Removing users from the organization: If you remove a user from the organization in TaskView but do not deactivate their account in the identity provider (IdP), the user will be automatically re-added to the organization on their next SSO login. This is standard JIT (Just-In-Time) provisioning behavior — the IdP is the source of truth for access.To fully block a user's access, deactivate or delete their account in the IdP. If SCIM provisioning is enabled, deactivating the user via SCIM will remove them from both the IdP and TaskView.

Replay attack protection (SAML)

TaskView stores SAML AuthnRequest IDs in a PostgreSQL table (saml_request_cache) and validates the InResponseTo field in SAML responses. Each request ID can only be used once. This prevents replay attacks even in multi-instance deployments behind a load balancer.

Request IDs expire after 5 minutes.

API endpoints

Public

MethodURLDescription
GET/module/sso/providers?domain={domain}Check if SSO is configured for a domain
GET/module/sso/login/{configId}Initiate SSO login (redirects to IdP)
GET/POST/module/sso/callback/{configId}Handle IdP callback

Admin (requires authentication + org admin role)

MethodURLDescription
GET/module/sso/admin/metadata?url={metadataUrl}Parse SAML metadata XML from URL
GET/module/sso/admin/configs?organizationId={id}List SSO configs for an organization
POST/module/sso/admin/configsCreate SSO config
PATCH/module/sso/admin/configs/{configId}Update SSO config
DELETE/module/sso/admin/configs/{configId}Delete SSO config

Database tables

TablePurpose
tv_auth.sso_configsSSO provider configurations (SAML/OIDC settings per organization)
tv_auth.sso_identitiesLinks between TaskView users and their external SSO identities
tv_auth.saml_request_cacheSAML request ID cache for replay attack prevention

Troubleshooting

"SSO not configured" when entering email - No SSO config exists for this email domain. Create one in organization settings.
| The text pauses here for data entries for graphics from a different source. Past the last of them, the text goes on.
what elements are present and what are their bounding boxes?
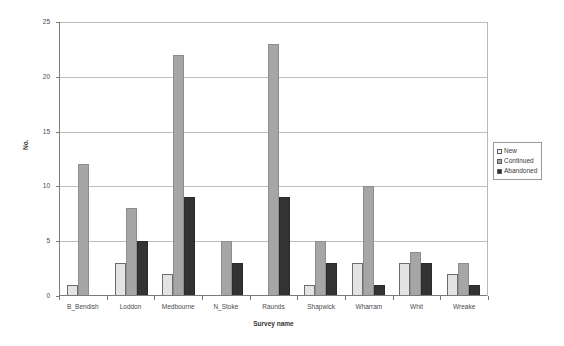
legend-swatch-continued-icon [497, 159, 502, 164]
bar[interactable] [326, 263, 337, 296]
x-tick-label: Wreake [440, 303, 488, 311]
legend-swatch-abandoned-icon [497, 169, 502, 174]
bar[interactable] [421, 263, 432, 296]
y-tick-label: 5 [46, 238, 50, 245]
bar-group [202, 22, 249, 296]
bar[interactable] [184, 197, 195, 296]
bar-group [60, 22, 107, 296]
bar[interactable] [410, 252, 421, 296]
x-tick-label: Wharram [345, 303, 393, 311]
x-tick-mark [393, 296, 394, 300]
legend-item-new[interactable]: New [497, 146, 537, 156]
legend-label-new: New [504, 148, 517, 155]
bar[interactable] [458, 263, 469, 296]
bar[interactable] [126, 208, 137, 296]
bar[interactable] [78, 164, 89, 296]
x-tick-mark [440, 296, 441, 300]
x-tick-mark [154, 296, 155, 300]
plot-area [59, 22, 488, 296]
bar-group [392, 22, 439, 296]
x-tick-mark [297, 296, 298, 300]
bar-group [297, 22, 344, 296]
bar[interactable] [363, 186, 374, 296]
bar[interactable] [232, 263, 243, 296]
bar[interactable] [352, 263, 363, 296]
x-tick-label: Whit [393, 303, 441, 311]
x-axis-tick-marks [59, 296, 488, 300]
bar-group [440, 22, 487, 296]
y-tick-label: 20 [43, 74, 50, 81]
y-tick-label: 10 [43, 183, 50, 190]
x-tick-label: Raunds [250, 303, 298, 311]
bar[interactable] [447, 274, 458, 296]
x-tick-label: B_Bendish [59, 303, 107, 311]
bar[interactable] [315, 241, 326, 296]
bar-chart: No. 0510152025 B_BendishLoddonMedbourneN… [0, 0, 564, 346]
bar[interactable] [137, 241, 148, 296]
bar[interactable] [221, 241, 232, 296]
bar[interactable] [268, 44, 279, 296]
bar[interactable] [399, 263, 410, 296]
y-axis-tick-labels: 0510152025 [0, 22, 56, 296]
legend-label-abandoned: Abandoned [504, 168, 537, 175]
legend-swatch-new-icon [497, 149, 502, 154]
legend-item-abandoned[interactable]: Abandoned [497, 166, 537, 176]
y-tick-label: 0 [46, 293, 50, 300]
y-tick-label: 15 [43, 128, 50, 135]
x-tick-label: N_Stoke [202, 303, 250, 311]
x-axis-tick-labels: B_BendishLoddonMedbourneN_StokeRaundsSha… [59, 303, 488, 311]
bar[interactable] [279, 197, 290, 296]
x-tick-label: Shapwick [297, 303, 345, 311]
legend-label-continued: Continued [504, 158, 534, 165]
legend-item-continued[interactable]: Continued [497, 156, 537, 166]
x-tick-mark [345, 296, 346, 300]
bar-group [155, 22, 202, 296]
bar[interactable] [162, 274, 173, 296]
x-tick-label: Loddon [107, 303, 155, 311]
x-tick-label: Medbourne [154, 303, 202, 311]
x-axis-title: Survey name [59, 320, 488, 327]
x-tick-mark [488, 296, 489, 300]
y-tick-label: 25 [43, 19, 50, 26]
x-tick-mark [250, 296, 251, 300]
bar-group [250, 22, 297, 296]
bar-groups [60, 22, 487, 296]
bar[interactable] [115, 263, 126, 296]
x-tick-mark [107, 296, 108, 300]
bar[interactable] [173, 55, 184, 296]
x-tick-mark [59, 296, 60, 300]
bar-group [107, 22, 154, 296]
chart-legend: New Continued Abandoned [493, 142, 542, 180]
x-tick-mark [202, 296, 203, 300]
bar-group [345, 22, 392, 296]
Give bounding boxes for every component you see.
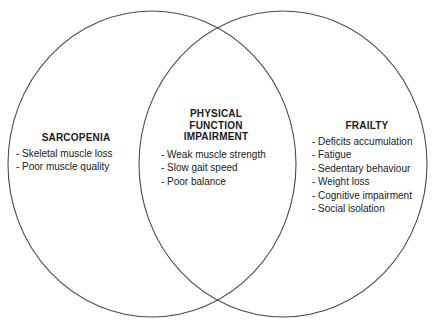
list-item-label: Weak muscle strength	[167, 149, 266, 160]
list-item-label: Cognitive impairment	[318, 190, 412, 201]
region-physical-function-impairment: PHYSICAL FUNCTION IMPAIRMENT -Weak muscl…	[155, 108, 277, 188]
list-item: -Poor muscle quality	[16, 160, 138, 174]
region-frailty-heading: FRAILTY	[306, 120, 428, 132]
venn-diagram: SARCOPENIA -Skeletal muscle loss -Poor m…	[0, 0, 437, 333]
list-item-label: Poor balance	[167, 176, 226, 187]
list-item: -Deficits accumulation	[312, 135, 428, 149]
list-item: -Poor balance	[161, 175, 277, 189]
list-item-label: Social isolation	[318, 203, 385, 214]
list-item-label: Sedentary behaviour	[318, 163, 410, 174]
region-sarcopenia-heading: SARCOPENIA	[14, 132, 138, 144]
list-item-label: Slow gait speed	[167, 162, 238, 173]
list-item: -Weight loss	[312, 175, 428, 189]
list-item-label: Weight loss	[318, 176, 370, 187]
list-item: -Fatigue	[312, 148, 428, 162]
region-physical-function-list: -Weak muscle strength -Slow gait speed -…	[155, 148, 277, 189]
region-sarcopenia: SARCOPENIA -Skeletal muscle loss -Poor m…	[14, 132, 138, 174]
list-item: -Skeletal muscle loss	[16, 147, 138, 161]
region-physical-function-heading: PHYSICAL FUNCTION IMPAIRMENT	[155, 108, 277, 143]
list-item: -Social isolation	[312, 202, 428, 216]
list-item: -Sedentary behaviour	[312, 162, 428, 176]
list-item-label: Poor muscle quality	[22, 161, 109, 172]
list-item: -Cognitive impairment	[312, 189, 428, 203]
list-item: -Weak muscle strength	[161, 148, 277, 162]
region-sarcopenia-list: -Skeletal muscle loss -Poor muscle quali…	[14, 147, 138, 174]
region-frailty: FRAILTY -Deficits accumulation -Fatigue …	[306, 120, 428, 216]
list-item-label: Skeletal muscle loss	[22, 148, 113, 159]
list-item-label: Deficits accumulation	[318, 136, 412, 147]
list-item-label: Fatigue	[318, 149, 351, 160]
list-item: -Slow gait speed	[161, 161, 277, 175]
region-frailty-list: -Deficits accumulation -Fatigue -Sedenta…	[306, 135, 428, 216]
"Invalid requester" (SAML) - SP Entity ID in TaskView doesn't match Client ID in your IdP. They must be identical.

"Invalid signature" (SAML) - IdP Certificate in TaskView is wrong or outdated. Re-sync from metadata URL or copy the certificate from your IdP's metadata XML.

"Invalid document signature" (SAML) - The document (response) signature validation failed. Verify the IdP certificate is correct and re-sync from metadata URL.

"Failed to initiate SSO login" (OIDC) - Issuer URL is wrong, or the IdP is unreachable. Verify the URL by opening {issuer}/.well-known/openid-configuration in a browser.

"Invalid parameter: redirect_uri" (OIDC) - Callback URL in TaskView doesn't match "Valid redirect URIs" in your IdP. Copy the callback URL from TaskView's SSO settings and add it to your IdP.

User logged in as wrong person - The IdP has an active session for another user. This is normal SSO behavior - the IdP controls sessions, not TaskView. Use a different browser or incognito window to test with a different user.